Personal approach and technological perfection
The style of furniture by Krapež, primarily of the kitchens he started to design in 2009, draws on fine arts principles and places an explicit emphasis on the basic materials: wood and stone. "I very much like to use this combination. In this, I am inspired by Plečnik; I also greatly value my professor, architect Janez Suhadolc. There are fewer and fewer quarries in Slovenia, but you can still find some. There is beautiful stone found in Slovenia, for example Karst natural stone, Lesno Brdo limestone and Hotavlje marble."
Julijan Krapež and Potočnik Furniture tandem is intrigued by design’s individuality achieved through personal approach and technical perfection. "We pay particular attention to details and joints which have an important aesthetic function." Krapež points out: "I would like to devote even more attention to explicit statuary and painting details reflecting Slovenian tradition, of course. I would include them into the furniture components in expected or completely unexpected ways. You open a drawer and see a painting. I’m also attracted by the idea of a furniture ensemble incorporating not only the Slovenian tradition of furniture components, but also “drawers full of Slovenian utensils (for example rolling pin). I also find ecological awareness very important. The world is drowning in hyper-production, artificial materials and processing. I promote ecological oiling and waxing; if varnish is used, it must be water-based. Why would a glowing brilliance be needed? I myself find nothing wrong with a cut or drop I notice while sitting at a table. They speak about the life of the people under the roof sheltering this table."

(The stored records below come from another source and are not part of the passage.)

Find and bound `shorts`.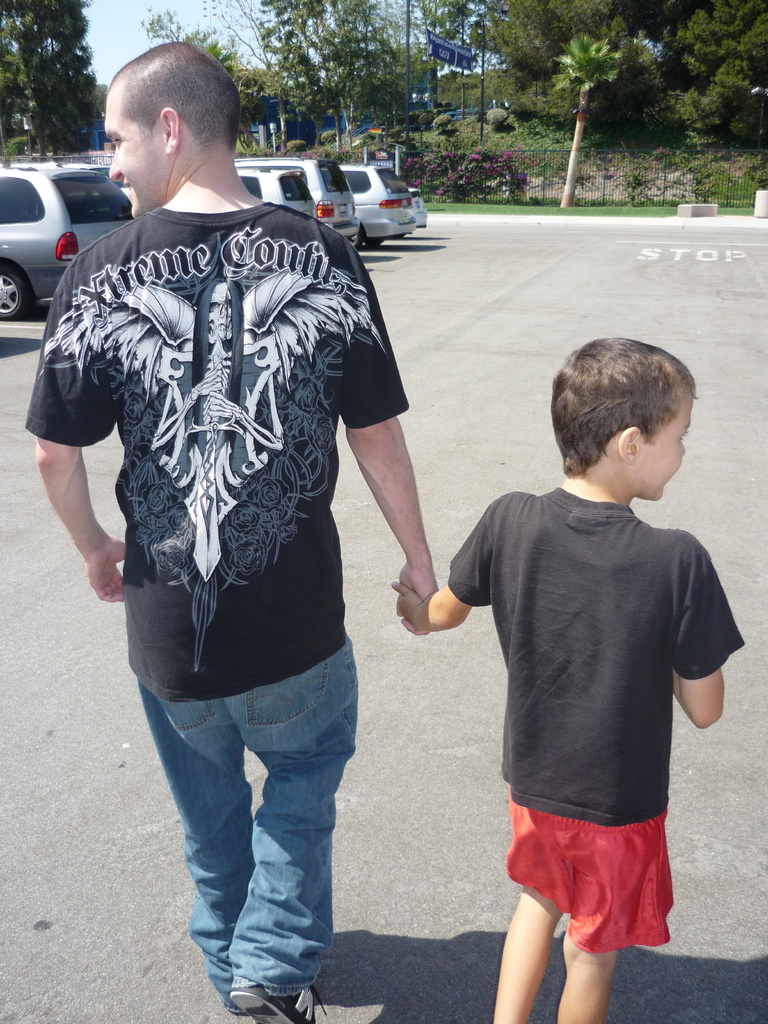
Bound: {"x1": 494, "y1": 805, "x2": 691, "y2": 937}.
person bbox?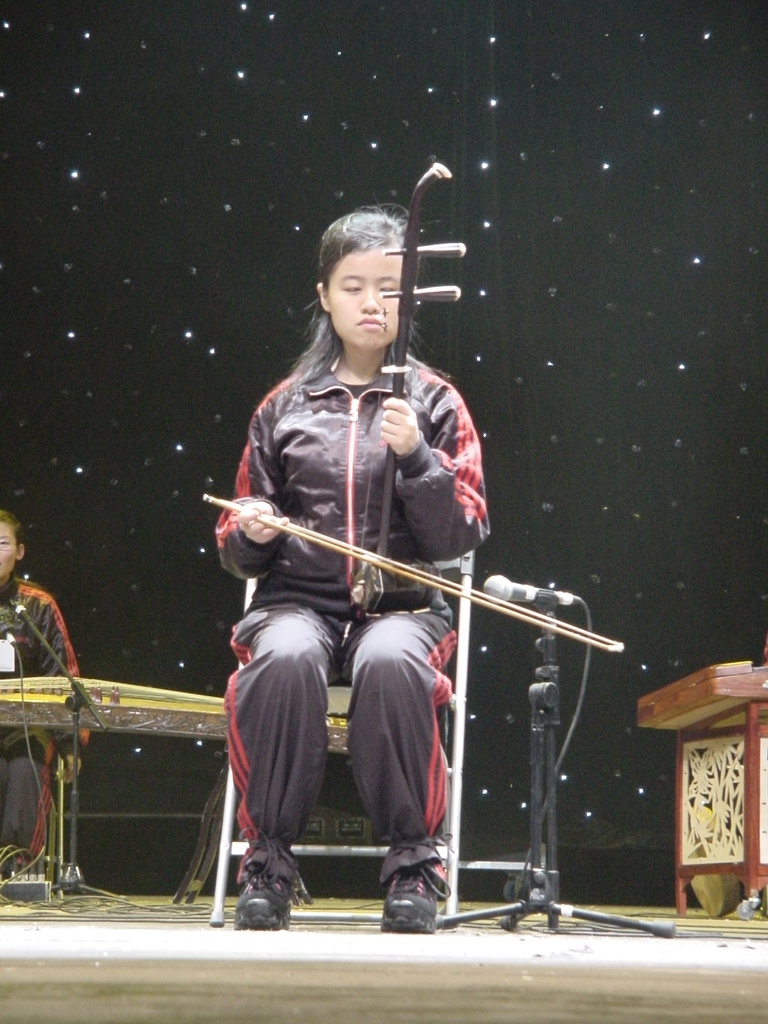
(0, 503, 91, 870)
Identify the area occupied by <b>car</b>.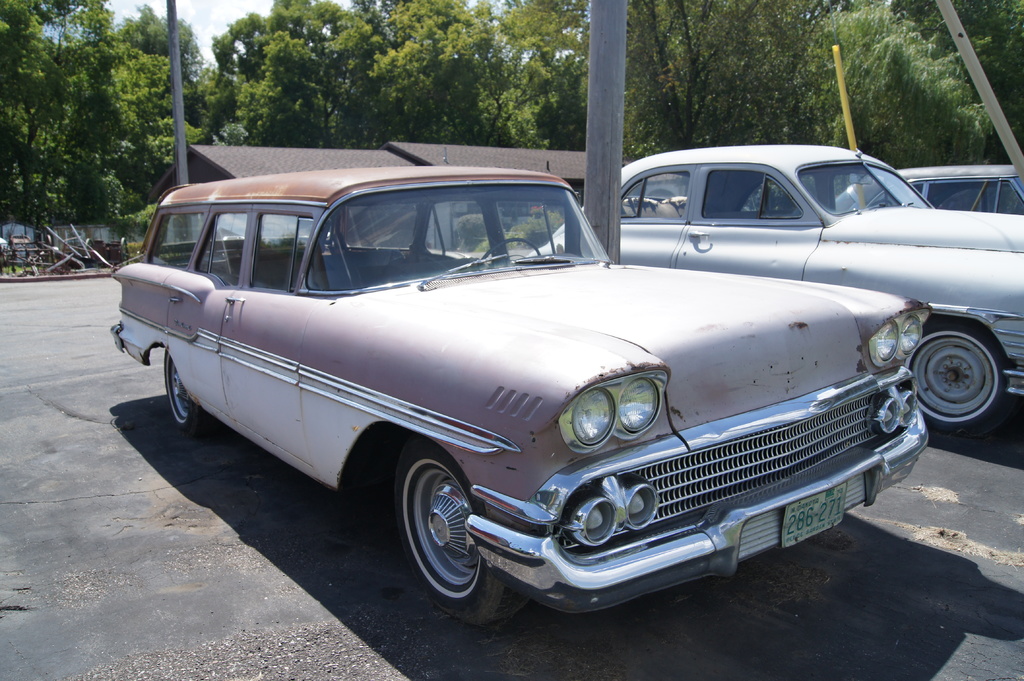
Area: 829 162 1023 206.
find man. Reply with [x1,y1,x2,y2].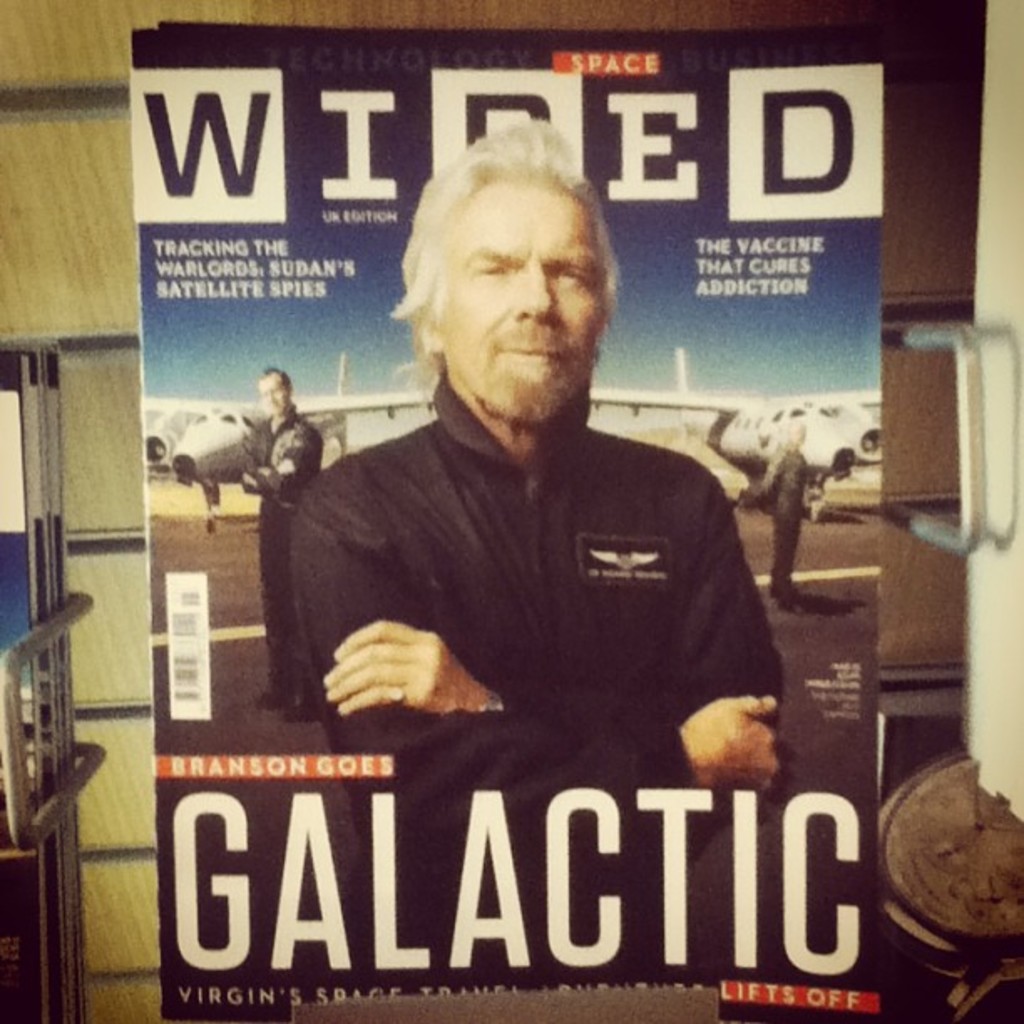
[236,365,323,723].
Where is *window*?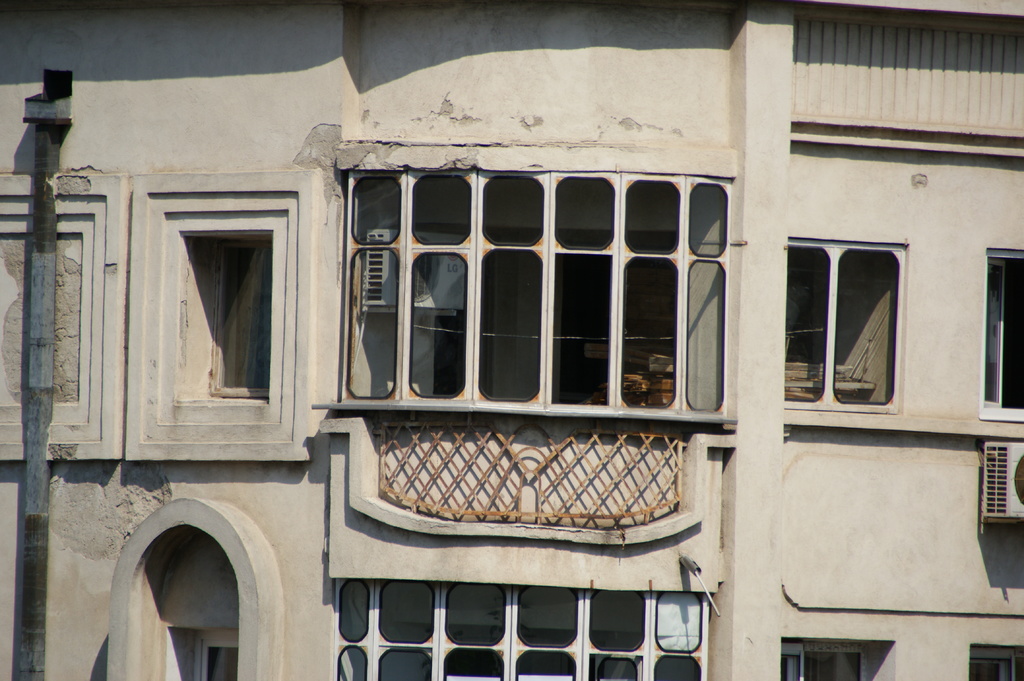
bbox=[168, 625, 241, 680].
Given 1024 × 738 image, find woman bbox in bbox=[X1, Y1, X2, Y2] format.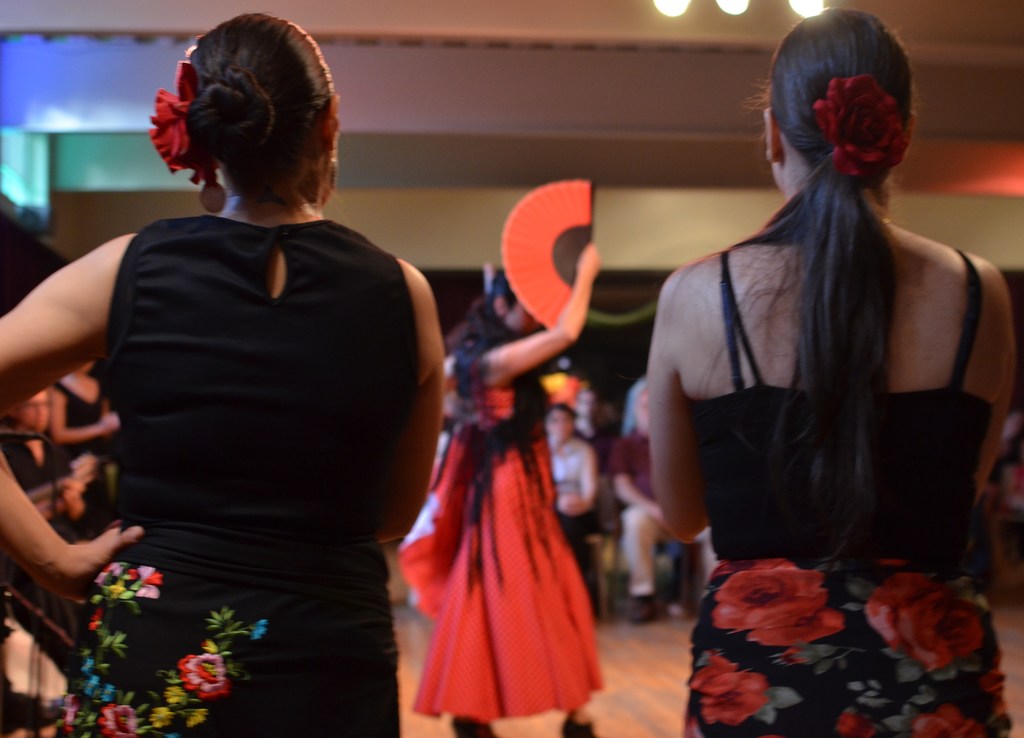
bbox=[551, 397, 596, 559].
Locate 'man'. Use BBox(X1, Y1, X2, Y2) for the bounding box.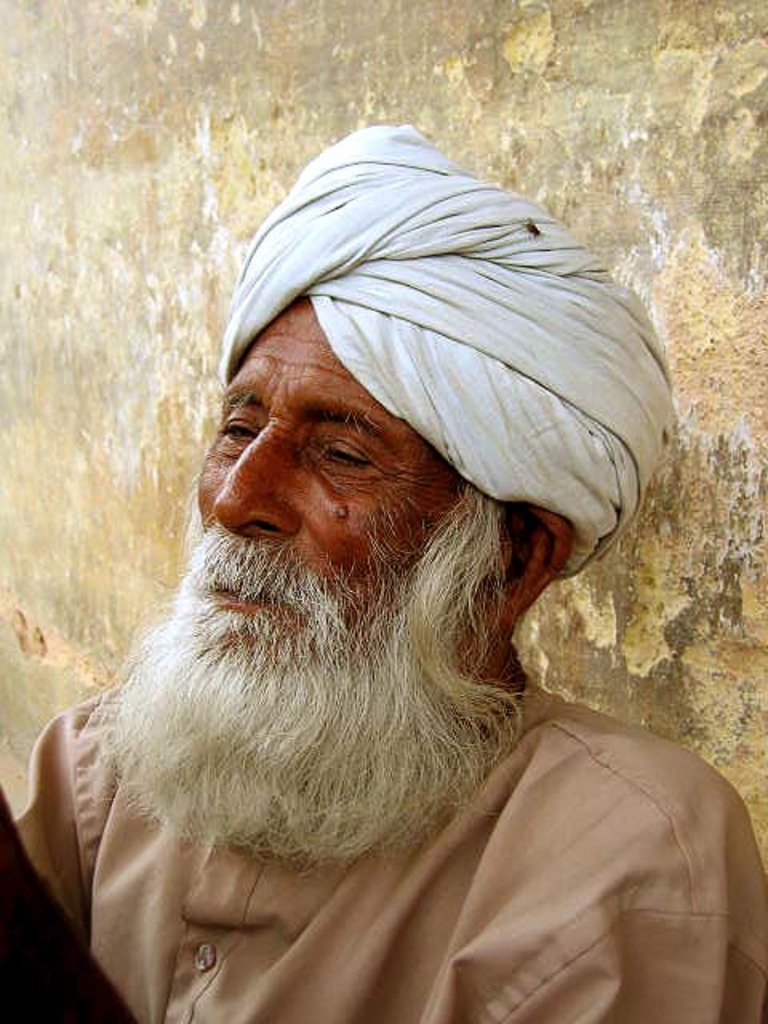
BBox(14, 106, 744, 998).
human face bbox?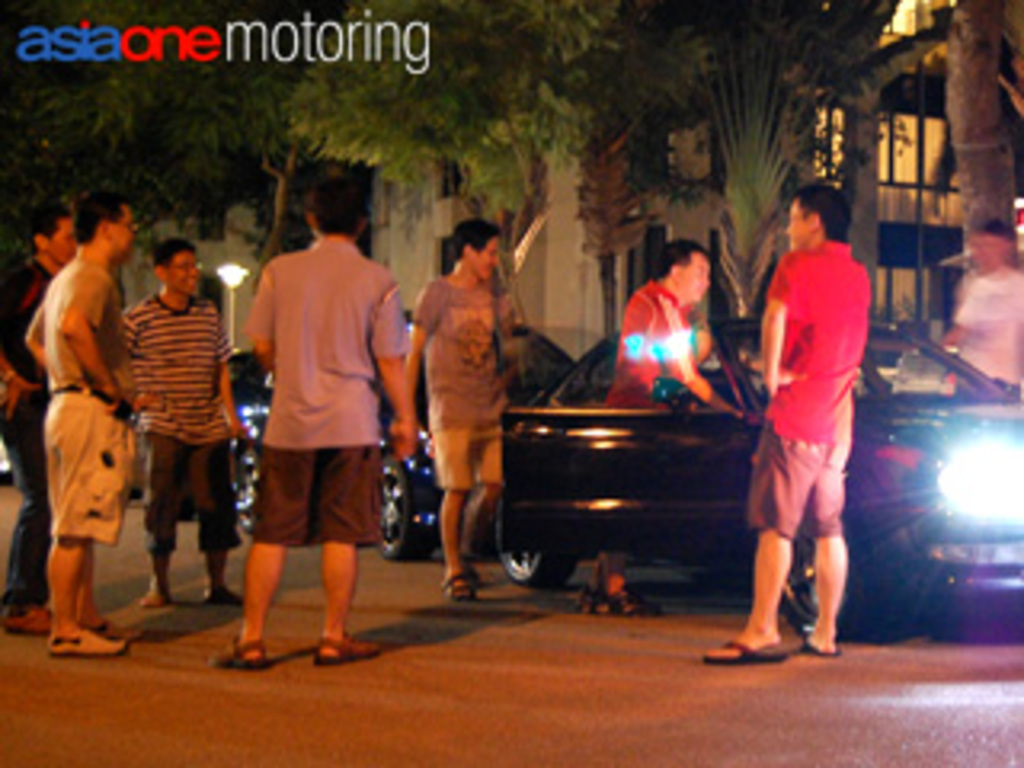
pyautogui.locateOnScreen(675, 250, 707, 301)
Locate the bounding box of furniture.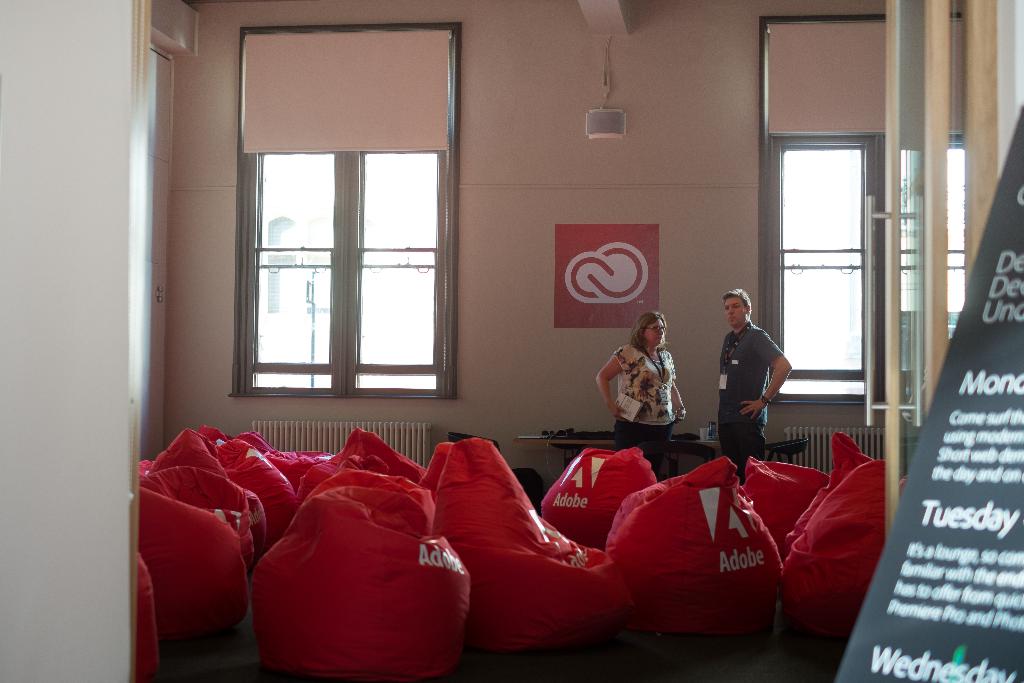
Bounding box: box(510, 432, 726, 465).
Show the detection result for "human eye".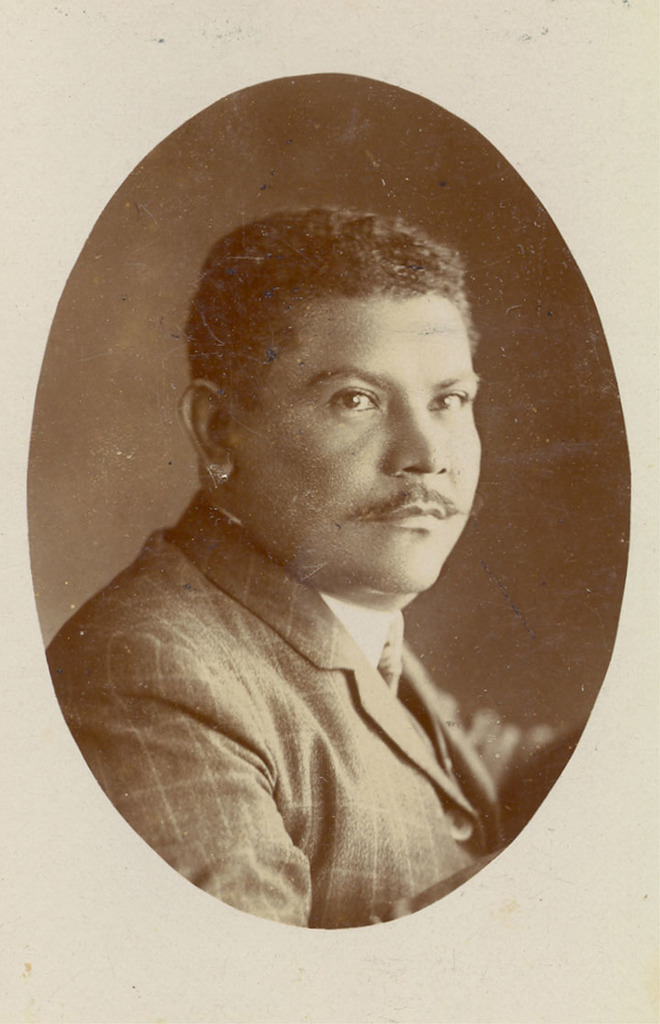
[325, 385, 378, 422].
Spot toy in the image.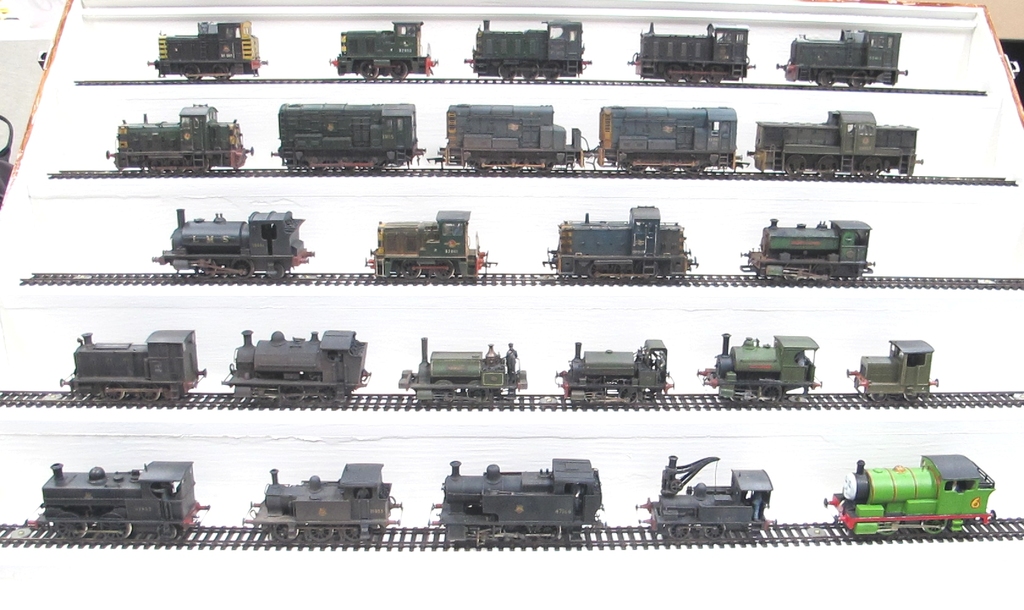
toy found at l=399, t=339, r=527, b=400.
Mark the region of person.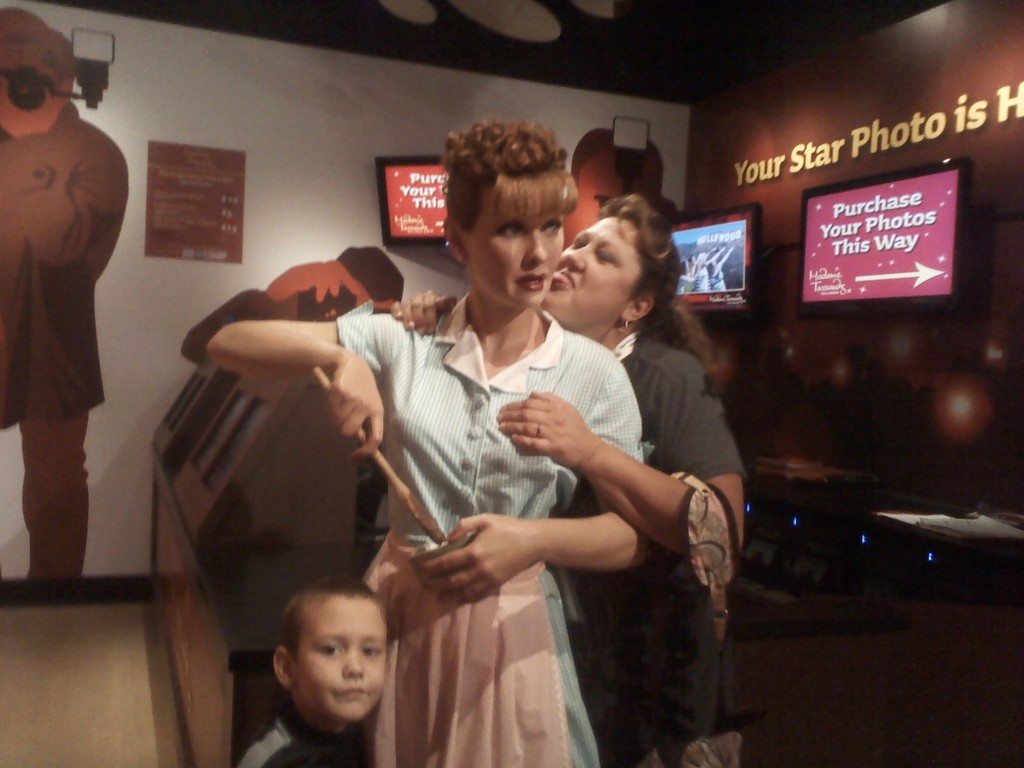
Region: crop(390, 192, 743, 767).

Slovenia cannot be overlooked
The rooms furnished with such kitchens and such furniture have souls. Designers like Krapež aspire to entice wood and stone to mirror the Slovenian soul. I am convinced that their vision will also be recognised when they enter foreign markets. Slovenia has excellent wood, quality stone and, according to Julijan Krapež, many good designers. Slovenia is a beautiful, unique and special country. Its green and diverse environment imbued with a warm sense of spirituality can hardly be overlooked.